1820 Innerleven Golf Club

Innerleven Golf Club was founded on February 29, 1820 when 15 golfers drew up their first rules. Initially, the name of the club seems to have been Inverleven Golfing Society, referring to the old name of Innerleven.  Originally members were required to wear a jacket of King Charles tartan when competing for any prize. By 1866, the name had become Innerleven Golf Club.

The first captain was R Black.

They played on Dubbieside, which was on the south/west of the River Leven, and does not exist any more. Dubbieside initially consisted of five holes but was soon extended to nine, though play for the silver medal was over 15 holes. The members also drew up 12 rules of play.

The Dubbieside Links, in 1848, was reputedly the place where Allan Robertson and Old Tom Morris first saw play with the Gutta Percha ball, the replacement of the feathery. It is reported that the song, “In praise of Gutta Percha” was sung at the Spring Meeting Dinner that year. Old Tom embraced the new ball. Allan Robertson did not.

Innerleven Dubbieside Clubhouse

Innerleven clubhouse at Leven built 1894 with bunker at 18th green

The Dubbieside course had 18 holes by 1866, which would have qualified it as the third oldest 18-hole course in the world. Unfortunately, by 1866, industrialization and the new railway lines encroached on the ground and the minutes report that at the Autumn Meeting of 1867, the club decided to play on “the popular green” at Leven. The Dubbieside course was abandoned, and later the Methil power station was built on the site, though it too has been demolished some years ago. The entry for the The Golfers Year Book for 1866 is now a fond memory of the course.

Innerleven Dubbieside

The Dubbieside Links is the only early Scottish 18-hole course of the oldest 18, found in this research, of which no part is still playable. However Innerleven and Leven are fortunate that the alternative Leven Links became 18 holes at the time they moved, which means that they do not lose position in the list of 18-hole courses and the Leven Links, started in 1846 are only a few places below where Dubbieside would have been at 1820 in the list of oldest golf courses. No other club has been this fortunate in their déménagement.

Further details of Dubbieside can be found at Golf’s Missing Links.

Shortly after they moved, in 1870, Innerleven became involved in organising the 'Amateur Champion Medal' competition, believed to the be the oldest open amateur stroke-play completion in the world. They also took a prominent part in managing the Links and by 1876, Innerleven was effectively running the Links with contributions towards the upkeep from the other two Leven clubs.  At this time, the club sublet rooms above the premises of the golf club-maker Alex Patrick, but in 1894 they built a new clubhouse, seen above, on ground they purchased beside the eighteenth green.

When Innerleven’s membership declined in the mid-1950s, they amalgamated with Leven Golf Club to form the Leven Golfing Society on 1st September 1, 1957, using the Innerleven clubhouse. The Leven Golfing Society and the old Innerleven clubhouse are still there today, playing the Leven Links, radically redesigned in 1909 when the old course was split into two with Lundin taking half the course to form their own.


* [Problem description]:
Within the data below, find the string "Clavicle" and return each line where it occurs.

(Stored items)
--- --- ---

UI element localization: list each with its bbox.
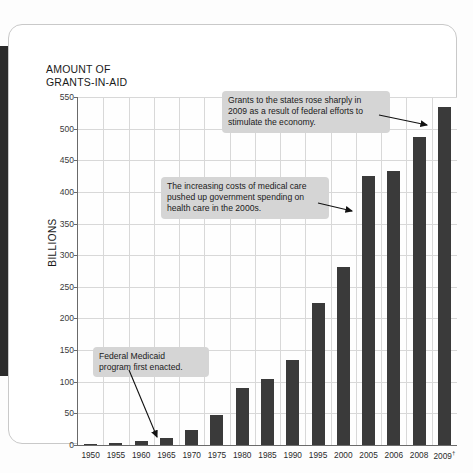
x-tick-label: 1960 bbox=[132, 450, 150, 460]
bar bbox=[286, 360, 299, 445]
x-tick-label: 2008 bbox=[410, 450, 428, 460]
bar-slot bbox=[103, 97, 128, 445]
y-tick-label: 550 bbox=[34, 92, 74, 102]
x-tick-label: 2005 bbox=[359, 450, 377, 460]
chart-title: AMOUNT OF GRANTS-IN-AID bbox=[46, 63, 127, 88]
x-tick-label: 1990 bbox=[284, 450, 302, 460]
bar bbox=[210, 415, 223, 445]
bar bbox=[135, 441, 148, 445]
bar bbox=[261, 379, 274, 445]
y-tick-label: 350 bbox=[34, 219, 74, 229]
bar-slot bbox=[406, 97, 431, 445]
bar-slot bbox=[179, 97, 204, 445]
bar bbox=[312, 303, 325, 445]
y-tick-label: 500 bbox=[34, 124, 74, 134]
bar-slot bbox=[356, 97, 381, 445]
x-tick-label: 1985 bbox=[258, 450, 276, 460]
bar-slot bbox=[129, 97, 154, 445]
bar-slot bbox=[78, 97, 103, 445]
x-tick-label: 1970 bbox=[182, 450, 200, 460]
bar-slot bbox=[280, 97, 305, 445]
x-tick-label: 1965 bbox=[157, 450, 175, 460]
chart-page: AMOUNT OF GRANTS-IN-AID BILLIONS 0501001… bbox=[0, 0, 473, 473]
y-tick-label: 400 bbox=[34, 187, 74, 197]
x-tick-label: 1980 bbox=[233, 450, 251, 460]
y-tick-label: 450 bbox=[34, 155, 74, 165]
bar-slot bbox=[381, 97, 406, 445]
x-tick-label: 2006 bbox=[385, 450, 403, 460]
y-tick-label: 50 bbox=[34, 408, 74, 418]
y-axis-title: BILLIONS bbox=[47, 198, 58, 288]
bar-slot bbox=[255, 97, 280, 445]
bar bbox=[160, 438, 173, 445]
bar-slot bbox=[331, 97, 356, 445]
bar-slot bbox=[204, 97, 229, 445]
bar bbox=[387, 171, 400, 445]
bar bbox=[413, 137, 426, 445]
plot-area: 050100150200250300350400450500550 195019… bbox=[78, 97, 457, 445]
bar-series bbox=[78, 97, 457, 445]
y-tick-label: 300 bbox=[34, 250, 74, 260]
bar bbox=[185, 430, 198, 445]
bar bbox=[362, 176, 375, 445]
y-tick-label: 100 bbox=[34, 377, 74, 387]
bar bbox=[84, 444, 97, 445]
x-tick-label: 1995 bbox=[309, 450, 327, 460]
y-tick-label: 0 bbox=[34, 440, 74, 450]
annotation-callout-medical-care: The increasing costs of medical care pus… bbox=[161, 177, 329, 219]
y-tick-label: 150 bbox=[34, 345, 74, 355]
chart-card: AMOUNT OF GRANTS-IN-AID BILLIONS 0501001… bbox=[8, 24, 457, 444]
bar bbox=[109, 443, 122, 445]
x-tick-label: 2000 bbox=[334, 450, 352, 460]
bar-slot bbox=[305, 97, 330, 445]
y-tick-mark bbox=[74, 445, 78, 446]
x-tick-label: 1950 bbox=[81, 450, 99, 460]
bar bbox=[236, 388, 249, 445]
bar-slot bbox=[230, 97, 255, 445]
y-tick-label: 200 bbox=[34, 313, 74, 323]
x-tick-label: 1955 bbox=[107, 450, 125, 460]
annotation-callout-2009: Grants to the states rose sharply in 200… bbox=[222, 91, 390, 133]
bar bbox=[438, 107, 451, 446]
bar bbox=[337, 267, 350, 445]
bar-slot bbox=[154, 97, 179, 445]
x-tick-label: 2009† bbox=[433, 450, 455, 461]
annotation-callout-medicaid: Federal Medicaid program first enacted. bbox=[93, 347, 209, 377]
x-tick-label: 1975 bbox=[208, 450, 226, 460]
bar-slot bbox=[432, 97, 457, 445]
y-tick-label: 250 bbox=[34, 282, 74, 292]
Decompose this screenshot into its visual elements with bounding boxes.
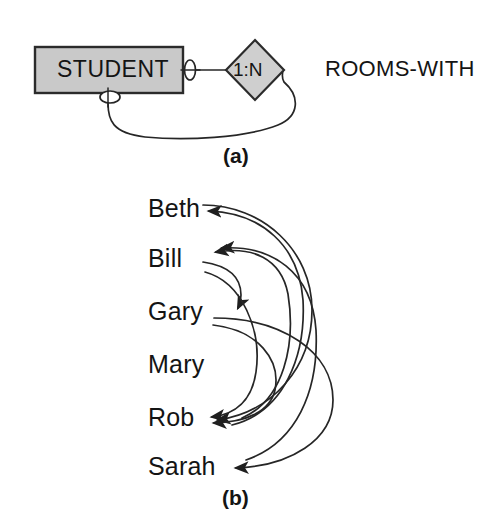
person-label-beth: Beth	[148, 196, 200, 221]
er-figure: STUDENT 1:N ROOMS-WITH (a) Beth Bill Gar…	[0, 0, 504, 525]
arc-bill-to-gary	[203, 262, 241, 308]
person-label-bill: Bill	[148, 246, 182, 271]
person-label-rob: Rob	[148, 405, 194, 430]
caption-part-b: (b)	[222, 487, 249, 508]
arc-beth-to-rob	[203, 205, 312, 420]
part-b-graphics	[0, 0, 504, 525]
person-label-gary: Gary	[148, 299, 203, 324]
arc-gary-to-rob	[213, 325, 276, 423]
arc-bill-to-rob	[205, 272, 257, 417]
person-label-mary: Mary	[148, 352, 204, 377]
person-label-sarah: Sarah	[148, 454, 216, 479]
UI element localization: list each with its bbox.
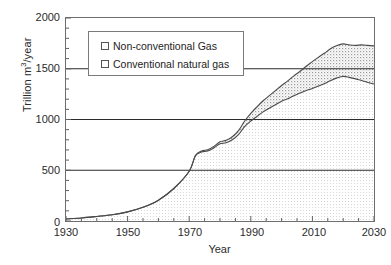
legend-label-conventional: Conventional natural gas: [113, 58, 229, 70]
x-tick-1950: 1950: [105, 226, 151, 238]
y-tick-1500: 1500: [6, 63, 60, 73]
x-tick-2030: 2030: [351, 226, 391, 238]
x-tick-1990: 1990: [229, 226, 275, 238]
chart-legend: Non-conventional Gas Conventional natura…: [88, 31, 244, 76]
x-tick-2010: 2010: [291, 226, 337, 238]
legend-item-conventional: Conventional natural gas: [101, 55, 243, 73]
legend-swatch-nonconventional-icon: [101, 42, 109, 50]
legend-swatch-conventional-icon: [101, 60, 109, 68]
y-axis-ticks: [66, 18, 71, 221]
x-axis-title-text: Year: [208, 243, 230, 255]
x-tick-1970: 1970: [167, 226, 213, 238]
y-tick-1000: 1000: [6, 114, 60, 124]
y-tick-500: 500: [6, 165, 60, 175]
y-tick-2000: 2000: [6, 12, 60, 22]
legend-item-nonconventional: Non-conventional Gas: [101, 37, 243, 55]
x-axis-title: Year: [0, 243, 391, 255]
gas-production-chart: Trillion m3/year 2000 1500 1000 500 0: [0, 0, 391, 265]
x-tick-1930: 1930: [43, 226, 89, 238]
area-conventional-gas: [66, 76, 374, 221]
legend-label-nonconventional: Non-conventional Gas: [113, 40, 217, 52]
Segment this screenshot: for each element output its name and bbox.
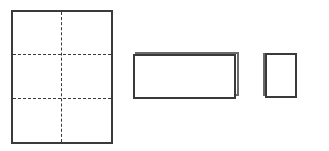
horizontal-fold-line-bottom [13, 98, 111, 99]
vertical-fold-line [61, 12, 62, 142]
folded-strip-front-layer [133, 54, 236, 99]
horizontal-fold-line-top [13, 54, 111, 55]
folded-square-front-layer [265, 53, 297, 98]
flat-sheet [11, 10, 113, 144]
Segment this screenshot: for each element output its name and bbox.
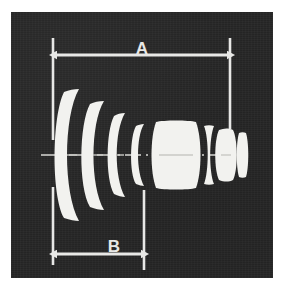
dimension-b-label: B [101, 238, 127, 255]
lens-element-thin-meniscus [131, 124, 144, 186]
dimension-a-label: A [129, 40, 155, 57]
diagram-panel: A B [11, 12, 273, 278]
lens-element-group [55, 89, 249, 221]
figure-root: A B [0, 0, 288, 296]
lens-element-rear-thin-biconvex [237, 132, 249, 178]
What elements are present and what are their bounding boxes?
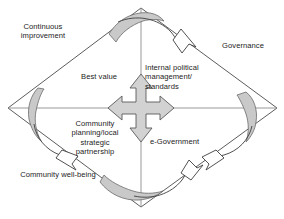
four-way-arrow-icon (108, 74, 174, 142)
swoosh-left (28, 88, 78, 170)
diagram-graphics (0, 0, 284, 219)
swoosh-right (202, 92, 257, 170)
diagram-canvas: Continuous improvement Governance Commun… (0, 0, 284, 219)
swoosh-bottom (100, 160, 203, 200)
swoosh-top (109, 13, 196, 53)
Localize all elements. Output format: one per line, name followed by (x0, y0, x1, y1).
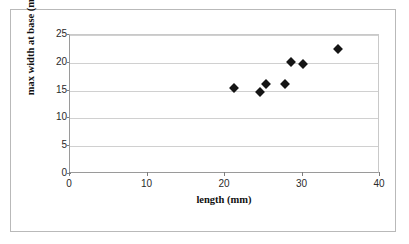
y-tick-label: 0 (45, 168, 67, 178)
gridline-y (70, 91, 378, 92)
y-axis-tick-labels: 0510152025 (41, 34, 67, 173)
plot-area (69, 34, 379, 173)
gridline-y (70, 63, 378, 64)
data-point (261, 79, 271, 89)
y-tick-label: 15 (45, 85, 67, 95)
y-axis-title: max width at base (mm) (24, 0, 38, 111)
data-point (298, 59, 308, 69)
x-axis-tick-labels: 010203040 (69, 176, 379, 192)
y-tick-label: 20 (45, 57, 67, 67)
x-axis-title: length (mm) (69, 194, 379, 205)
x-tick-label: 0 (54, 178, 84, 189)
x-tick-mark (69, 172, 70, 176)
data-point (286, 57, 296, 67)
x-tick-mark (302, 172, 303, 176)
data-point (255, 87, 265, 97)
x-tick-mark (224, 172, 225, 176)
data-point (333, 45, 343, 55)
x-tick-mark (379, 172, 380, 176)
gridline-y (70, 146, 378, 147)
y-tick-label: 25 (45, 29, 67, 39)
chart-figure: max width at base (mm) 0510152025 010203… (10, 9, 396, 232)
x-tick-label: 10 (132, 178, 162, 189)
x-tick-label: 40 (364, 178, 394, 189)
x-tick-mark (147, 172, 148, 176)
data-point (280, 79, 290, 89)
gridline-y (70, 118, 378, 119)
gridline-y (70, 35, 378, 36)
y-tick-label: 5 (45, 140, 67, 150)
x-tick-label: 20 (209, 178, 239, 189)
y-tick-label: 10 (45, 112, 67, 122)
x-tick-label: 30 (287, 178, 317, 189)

--- --- ---

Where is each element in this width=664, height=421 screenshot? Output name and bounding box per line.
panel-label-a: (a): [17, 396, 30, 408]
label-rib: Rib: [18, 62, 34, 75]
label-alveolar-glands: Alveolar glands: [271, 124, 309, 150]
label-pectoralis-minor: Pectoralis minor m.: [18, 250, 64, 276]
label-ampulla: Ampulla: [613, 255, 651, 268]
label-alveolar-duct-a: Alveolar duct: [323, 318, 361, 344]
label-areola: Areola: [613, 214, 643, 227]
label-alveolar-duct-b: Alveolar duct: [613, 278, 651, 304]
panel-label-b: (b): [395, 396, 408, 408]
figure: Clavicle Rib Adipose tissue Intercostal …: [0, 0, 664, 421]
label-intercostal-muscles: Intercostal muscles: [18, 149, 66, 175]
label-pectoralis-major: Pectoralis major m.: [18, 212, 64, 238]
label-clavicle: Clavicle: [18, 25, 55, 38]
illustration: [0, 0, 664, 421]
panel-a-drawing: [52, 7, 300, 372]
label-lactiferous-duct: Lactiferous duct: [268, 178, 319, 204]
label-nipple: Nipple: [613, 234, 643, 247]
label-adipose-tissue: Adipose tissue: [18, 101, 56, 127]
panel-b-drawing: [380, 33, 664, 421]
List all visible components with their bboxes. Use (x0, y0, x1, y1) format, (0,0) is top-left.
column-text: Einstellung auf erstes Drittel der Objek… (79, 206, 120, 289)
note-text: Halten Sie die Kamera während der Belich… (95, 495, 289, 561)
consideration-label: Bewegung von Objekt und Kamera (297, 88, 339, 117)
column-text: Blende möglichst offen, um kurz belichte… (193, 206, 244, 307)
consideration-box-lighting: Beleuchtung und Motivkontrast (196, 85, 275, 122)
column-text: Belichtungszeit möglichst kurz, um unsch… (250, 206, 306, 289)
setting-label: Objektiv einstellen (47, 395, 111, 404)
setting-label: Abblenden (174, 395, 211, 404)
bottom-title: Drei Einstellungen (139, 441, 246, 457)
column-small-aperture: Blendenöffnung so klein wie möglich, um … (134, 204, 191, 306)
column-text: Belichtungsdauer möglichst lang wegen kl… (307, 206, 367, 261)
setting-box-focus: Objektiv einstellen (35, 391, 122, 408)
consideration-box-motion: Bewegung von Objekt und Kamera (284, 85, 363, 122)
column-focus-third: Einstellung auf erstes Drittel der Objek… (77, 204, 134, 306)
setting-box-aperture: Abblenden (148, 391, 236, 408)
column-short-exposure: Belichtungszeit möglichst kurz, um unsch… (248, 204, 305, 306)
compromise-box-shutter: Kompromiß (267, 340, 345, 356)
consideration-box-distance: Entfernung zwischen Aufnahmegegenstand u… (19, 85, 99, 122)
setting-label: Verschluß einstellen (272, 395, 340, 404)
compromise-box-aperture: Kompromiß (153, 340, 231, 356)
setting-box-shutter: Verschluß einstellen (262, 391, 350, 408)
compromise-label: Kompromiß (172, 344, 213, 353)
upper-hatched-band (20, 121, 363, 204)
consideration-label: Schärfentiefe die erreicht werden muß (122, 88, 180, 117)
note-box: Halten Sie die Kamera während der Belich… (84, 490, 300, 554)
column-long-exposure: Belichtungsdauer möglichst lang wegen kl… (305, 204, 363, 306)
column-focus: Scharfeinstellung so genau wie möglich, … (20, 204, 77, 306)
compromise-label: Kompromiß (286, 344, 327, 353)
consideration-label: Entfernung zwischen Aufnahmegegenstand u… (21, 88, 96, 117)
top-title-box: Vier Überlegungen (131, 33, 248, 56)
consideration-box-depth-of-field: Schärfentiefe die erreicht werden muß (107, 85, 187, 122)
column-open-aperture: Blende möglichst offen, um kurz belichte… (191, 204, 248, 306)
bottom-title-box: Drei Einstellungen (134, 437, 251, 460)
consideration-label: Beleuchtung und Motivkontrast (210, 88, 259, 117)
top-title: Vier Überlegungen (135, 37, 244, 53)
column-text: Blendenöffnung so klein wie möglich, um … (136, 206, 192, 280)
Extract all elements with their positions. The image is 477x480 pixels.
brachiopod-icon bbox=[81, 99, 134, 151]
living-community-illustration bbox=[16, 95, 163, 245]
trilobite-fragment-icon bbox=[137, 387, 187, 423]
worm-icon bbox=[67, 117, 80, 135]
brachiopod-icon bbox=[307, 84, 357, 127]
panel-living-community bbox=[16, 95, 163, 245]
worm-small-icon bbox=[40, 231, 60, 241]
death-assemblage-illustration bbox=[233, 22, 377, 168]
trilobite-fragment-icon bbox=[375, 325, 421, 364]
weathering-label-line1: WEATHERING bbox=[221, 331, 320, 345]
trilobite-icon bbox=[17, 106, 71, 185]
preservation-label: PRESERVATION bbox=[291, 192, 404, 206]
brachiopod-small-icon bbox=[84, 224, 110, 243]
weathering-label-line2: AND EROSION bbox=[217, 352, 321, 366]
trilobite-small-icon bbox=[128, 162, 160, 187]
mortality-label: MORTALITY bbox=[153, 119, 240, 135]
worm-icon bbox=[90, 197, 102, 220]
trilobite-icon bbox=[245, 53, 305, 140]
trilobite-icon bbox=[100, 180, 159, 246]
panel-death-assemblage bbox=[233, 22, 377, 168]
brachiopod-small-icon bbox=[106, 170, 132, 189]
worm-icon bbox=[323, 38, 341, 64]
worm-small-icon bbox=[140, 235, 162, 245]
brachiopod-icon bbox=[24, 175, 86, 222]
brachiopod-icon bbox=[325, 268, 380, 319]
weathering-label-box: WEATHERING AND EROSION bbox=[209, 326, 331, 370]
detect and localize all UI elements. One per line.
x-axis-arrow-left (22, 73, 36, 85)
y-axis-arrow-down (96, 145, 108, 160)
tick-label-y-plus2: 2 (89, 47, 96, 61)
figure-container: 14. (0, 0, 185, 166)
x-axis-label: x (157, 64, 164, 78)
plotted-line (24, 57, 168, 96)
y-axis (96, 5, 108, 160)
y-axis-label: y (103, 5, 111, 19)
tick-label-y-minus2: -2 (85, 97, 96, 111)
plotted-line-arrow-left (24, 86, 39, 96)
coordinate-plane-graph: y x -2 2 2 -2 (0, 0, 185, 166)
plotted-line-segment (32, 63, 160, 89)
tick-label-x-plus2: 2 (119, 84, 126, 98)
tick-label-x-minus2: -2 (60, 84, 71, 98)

--- --- ---

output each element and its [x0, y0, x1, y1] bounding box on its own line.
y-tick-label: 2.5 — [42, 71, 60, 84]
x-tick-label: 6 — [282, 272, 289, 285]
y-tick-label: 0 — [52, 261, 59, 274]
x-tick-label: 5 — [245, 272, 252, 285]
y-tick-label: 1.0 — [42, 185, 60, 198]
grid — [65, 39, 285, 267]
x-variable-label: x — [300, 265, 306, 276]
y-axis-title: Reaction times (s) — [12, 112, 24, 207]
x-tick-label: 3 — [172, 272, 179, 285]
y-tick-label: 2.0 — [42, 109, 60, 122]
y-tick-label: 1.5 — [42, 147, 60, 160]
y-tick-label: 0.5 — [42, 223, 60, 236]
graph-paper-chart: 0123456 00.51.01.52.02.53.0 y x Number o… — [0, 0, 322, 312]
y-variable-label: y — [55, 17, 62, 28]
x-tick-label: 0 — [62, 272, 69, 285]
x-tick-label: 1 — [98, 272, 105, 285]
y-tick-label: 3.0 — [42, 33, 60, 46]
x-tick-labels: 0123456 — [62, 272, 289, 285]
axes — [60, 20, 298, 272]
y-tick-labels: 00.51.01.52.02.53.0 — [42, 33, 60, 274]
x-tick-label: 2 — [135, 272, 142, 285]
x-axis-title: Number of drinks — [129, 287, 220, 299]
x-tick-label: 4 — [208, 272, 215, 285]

--- --- ---

* [Your solution]:
figure: Clavicle Rib Adipose tissue Intercostal …: [0, 0, 664, 421]
label-clavicle: Clavicle: [18, 25, 55, 38]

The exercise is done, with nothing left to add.